I like unread counters. I curate my feeds to keep the read counts sane. People think they need to follow 1000s of people on social media, subscribe to 1000s of RSS feeds and 100s of mailing lists. Rather than worrying about all the unread stuff, I just curate it at the source. Why would I subscribe to 1000s of feeds if I'm only going to get to some small percent of them?
@yaarur I gave up on RSS Readers kinda. They stress me too much because of the number of posts
Using a reading list based system right now. I fed some high frequency feeds into a process. It picks out 20 Posts I might like to read. Need to work on the feedback mechanism, but i like what i discovered with it. Not too much but enough to get me informed
> Do you like RSS readers?
I suffer from feed addiction 🙂
Currently I have subscribed 256 feeds ...
> Which ones?
Common web based:
* TinyTinyRSS (PHP)
* FreshRSS (PHP)
* Miniflux (Single executable)
Android apps:
* Countless ...
Of course I recommend FOSS ones 🙂
Go to https://f-droid.org/ and search for the terms "RSS" and "reader".

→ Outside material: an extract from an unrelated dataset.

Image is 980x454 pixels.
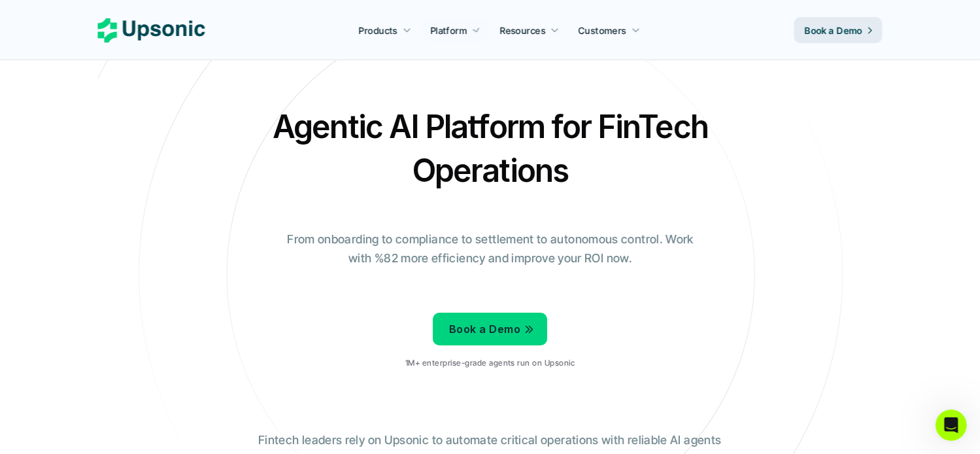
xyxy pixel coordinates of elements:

Quite a few of the apps can access web based readers / aggregators like the ones mentioned above.
@yaarur Unlike most responders, I prefer non-web-based reader. My favorite for many years is Akregator which is part of my KDE desktop.
I organize all feeds in folders, representing wide categories - e.g: news, software (with sub categories) etc.
As a result, I can quickly mark-as-read complete high volume categories (who cares about old news?)
At the same time, other feeds or categories are handled with care -- skimming quickly until counters are zero.